Secondly, are the interesting degrees of preparedness being portrayed for a pandemic, contained in your news articles from Japan, Ireland, New Zealand and in the ABC news report about US hospitals. Right now, one would have to say, no matter what the best plans and exercises are being broadcasted, major failures and deaths are inevitable in anything greater than a Category 1-2 pandemic. I submit that no government or health care system is as ready now as they should be for what will happen. As presently being proven in nearly all the Asian countries, Egypt, Nigeria, and Europe, surveillance of H5N1 is not reliable enough to spot a nascent pandemic in time. It currently takes weeks of sophisticated diagnoses during a normal epidemic, to determine if a co-infected person is suffering from, or has deceased from, an H1 or H3 type virus, versus an H5 virus. Therefore, once a pandemic starts because of the inability to see it coming, it will be unstoppable, until it runs its natural course. What’s worse, because most people will have had no prior exposure or immunity to the particular pandemic strain, everyone will need multiple doses of a vaccine that cannot be produced in sufficient quantities, until 6-12 months after the first influenza wave.
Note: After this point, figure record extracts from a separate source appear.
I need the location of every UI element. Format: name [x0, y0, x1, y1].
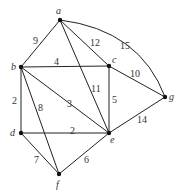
edge-weight-a-g: 15	[120, 40, 130, 51]
edge-weight-b-d: 2	[12, 95, 17, 106]
edge-a-e	[60, 20, 109, 133]
edge-b-e	[21, 67, 109, 133]
edge-weight-a-e: 11	[91, 83, 101, 94]
edge-weight-b-e: 3	[67, 98, 72, 109]
edge-weight-e-g: 14	[137, 114, 147, 125]
edge-weight-b-f: 8	[38, 102, 43, 113]
node-label-c: c	[112, 54, 117, 65]
edge-d-f	[21, 133, 59, 174]
node-g	[163, 95, 167, 99]
node-label-b: b	[11, 61, 16, 72]
edge-weight-a-b: 9	[33, 35, 38, 46]
graph-labels: 9121511432851027614abcdefg	[10, 5, 174, 190]
node-b	[19, 65, 23, 69]
node-label-g: g	[169, 91, 174, 102]
edge-weight-c-g: 10	[130, 68, 140, 79]
node-d	[19, 131, 23, 135]
edge-b-f	[21, 67, 59, 174]
edge-weight-c-e: 5	[112, 94, 117, 105]
node-label-d: d	[10, 127, 16, 138]
node-f	[57, 172, 61, 176]
edge-weight-a-c: 12	[90, 37, 100, 48]
node-c	[107, 64, 111, 68]
edge-a-c	[60, 20, 109, 66]
node-a	[58, 18, 62, 22]
edge-weight-f-e: 6	[84, 154, 89, 165]
edge-weight-d-f: 7	[34, 154, 39, 165]
node-label-f: f	[56, 179, 60, 190]
edge-b-c	[21, 66, 109, 67]
edge-weight-b-c: 4	[54, 56, 59, 67]
weighted-graph-diagram: 9121511432851027614abcdefg	[0, 0, 183, 195]
edge-weight-d-e: 2	[70, 125, 75, 136]
node-label-e: e	[110, 134, 115, 145]
node-label-a: a	[56, 5, 61, 16]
At the rate the current H5N1 virus is mutating its resistance to anti-virals, people will also need multiple doses of Tamiflu, which is also in very limited supply.

Some countries like Ireland, as explained in your Belfast article, have already realistically assessed the potential for an astounding number of deaths, and are factoring this risk information into action – by making provisions now to deal with high numbers of mortalities. I applaud them for this action. Granted, nobody knows what the casualty numbers and human toll will be eventually, until the pandemic actual starts, but it could end up to be ultra-cataclysmic. Stopping a lightning fast H5N1 type pandemic through intervention procedures will be impossible, and isolation or social distancing procedures, only delays the inevitable scourge. The complacency being seen by the majority of corporate leaders (ref: your CIDRAP article) in the US only makes a bad situation worse, because their tactic of “hoping” that a problem goes away, is not a viable planning tool. It is nothing at all. Unfortunately, we live in a western environment with short attention spans, and the reality is – the more mistakes you make, the more you ultimately lose.

If anyone reading this believes I am being overly pessimistic, then consider the following information carefully and place it in the right context in your mind as it might affect you personally:

Most government agencies anticipate a clinical attack rate of say, 15 to 40 percent of the population in any particular affected country during a moderate pandemic. It is then very reasonable to assume only an average estimate of 25 percent of any entire nation to fall ill and start flooding the emergency rooms. Fatality rates in currently diagnosed H5N1 patients exceed 50 percent, and there is no indication they are lessening– but, say even for illustration purposes if that rate does in fact fall to a measly 5 percent as the virus does the tradeoff from virulence to transmissibility, it would still represent a death rate double that of 1918. It would mean between 3-4 million deaths in the US alone, despite the heavy dependence on modern medicines and medical technology available. We could easily accelerate beyond the starting point of what the CDC calls a “Cat 5 type pandemic”. This is a "life altering" situation.

Despite the numerous countries declaring themselves “ready for a pandemic”, it is high doubtful in my opinion that they really are. The world surveillance, readily available vaccines, containment procedures, access to medical care, and determination to adequately prepare, is just not there yet.